For instance, here is a 64x64 checkerboard:
...and alone in its texture atlas:
Note: We’ll assume that the viewport is set up to map 1:1 to device pixels.
Edit for clarity: note that the first 2 approaches below do not give the desired result, and are there specifically to outline what doesn’t work.
1. To draw the sprite at native size, simply use GL_NEAREST
This is fine for drawing at native size, but NEAREST filtering gives poor results when the user draws the object at a size other than 64x64. It also forces texels to align to the pixel grid, giving poor results when the object is drawn at non-integer pixel locations:
2. Enable GL_LINEAR
(0.5/atlas_size,0.5/atlas_size)
to (63.5/atlas_size,63.5/atlas_size)
. Otherwise, for the outermost pixels, linear filtering will sample the sprite’s neighbours in the atlas.Note that we get pixel accurate drawing, except for edge pixels, which are blended with the background, since the vertex boundary falls halfway between pixels.

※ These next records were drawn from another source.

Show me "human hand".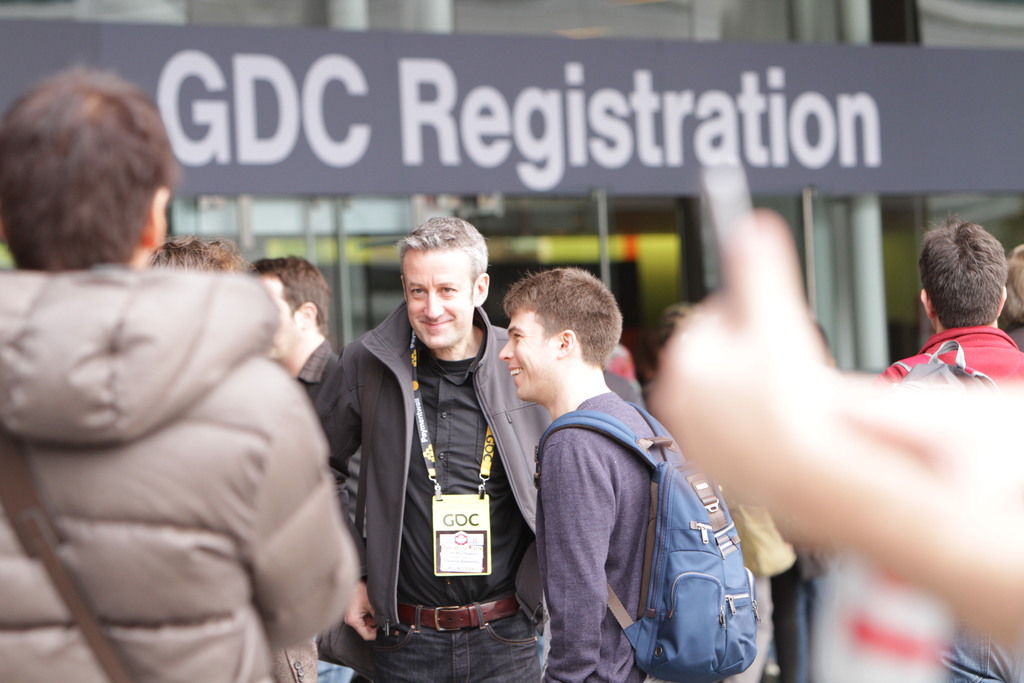
"human hand" is here: 342, 577, 375, 641.
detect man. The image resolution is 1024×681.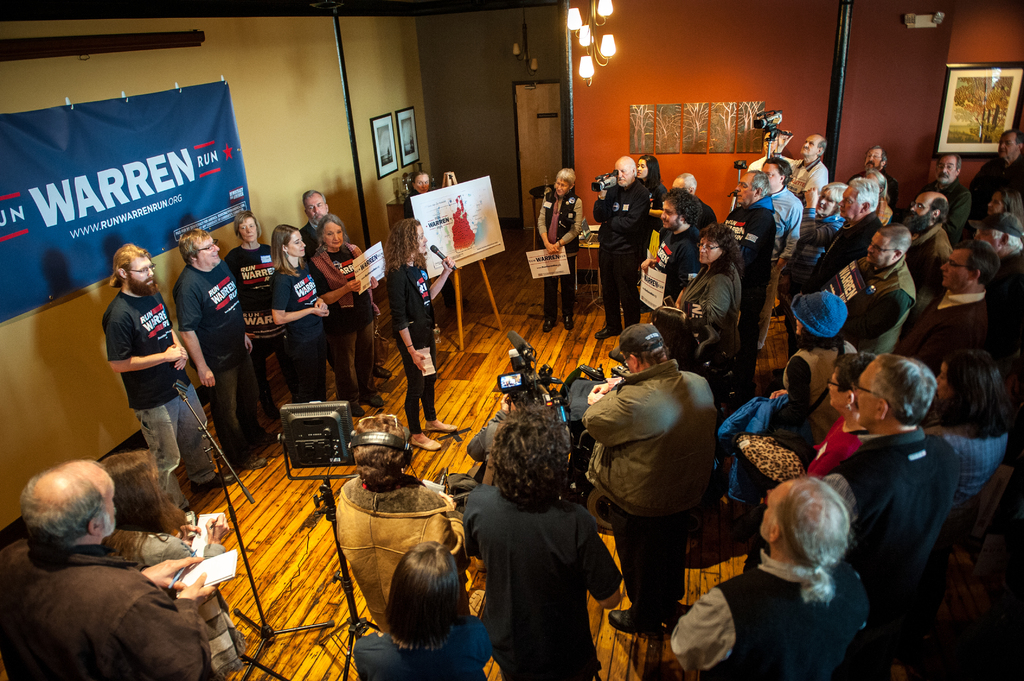
{"x1": 968, "y1": 207, "x2": 1023, "y2": 328}.
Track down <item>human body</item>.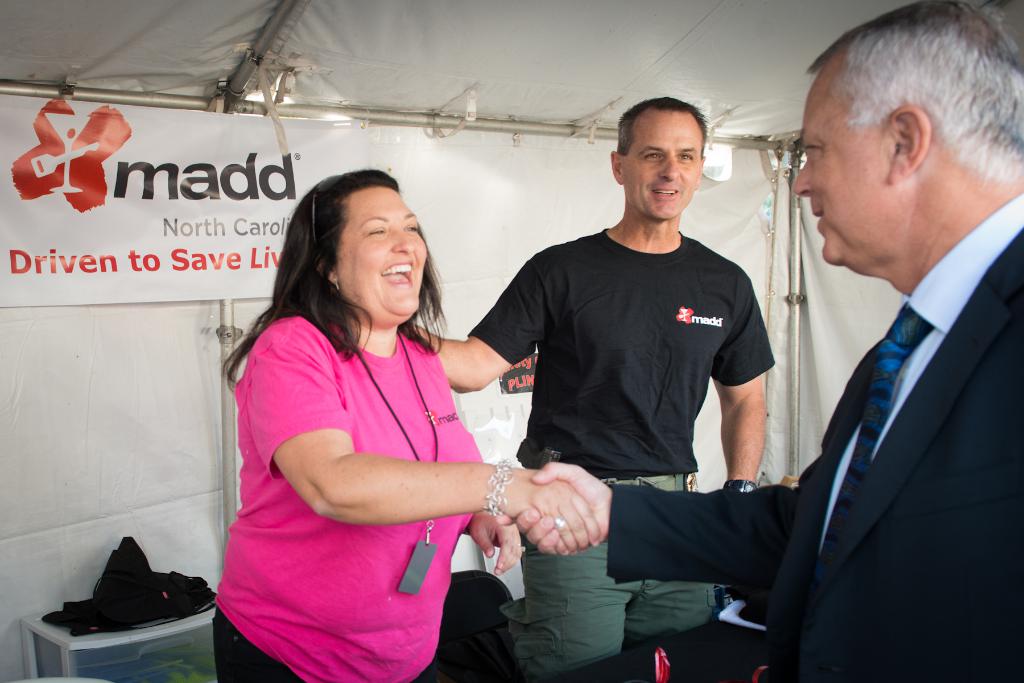
Tracked to rect(404, 99, 774, 682).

Edit: also note, this behaviour also depends on whether antialiasing is enabled. If not, the previous approach does in fact give pixel perfect rendering, but doesn’t provide a good transition when the sprite moves from a pixel-aligned to a sub-pixel position. Plus antialiasing is a must in many cases.
3. Pad sprites in the texture atlas
The two obvious solutions to the edge pixel problem involve padding the edge of the sprite with a 1px border in the texture atlas. You could either:
This basically gives us pixel accurate drawing with linear scaling. However, if we then allow the user to draw only a sub-rect of a sprite, either of these approaches fails because the sub-rect obviously does not have the required padding.
Have I missed anything? Is there a general solution to this problem?
It's difficult to know exactly what the "Right Thing" you're looking for is. If you have a 64x64 sprite, and you want to scale it to 65x65 or to 63x63, no amount of filtering is going to make it look good. When you throw antialiasing into the mix, remember that multisampling is not supersampling, and so your textures won't magically get softer interiors.
That said, really non-nearest filtering is supposed to work nicely out of the box with multisampling. I think your GL_LINEAR approach is on the right track, but I think you may have implementation issues.
In particular, linear filtering is supposed to filter when along texel boundaries. This can happen, for example, if you have two adjoining triangles. Point of fact, you should expect linear filtering along sprite edges, and this filtering is the Right Thing.
You shouldn't try to correct for this by adjusting texture coordinates (and therefore vertices), since this will incorrectly scale the texture coordinate across the texture. I'd instead recommend clamping texture coordinates to the desired range plus/minus 0.5/texture_res in your shader.
You'll find that this solves the problem for pixel-perfect results at native scaling and also good quality magnification. Minification will look okay, but I'd recommend trilinear (mipmap) filtering for best results.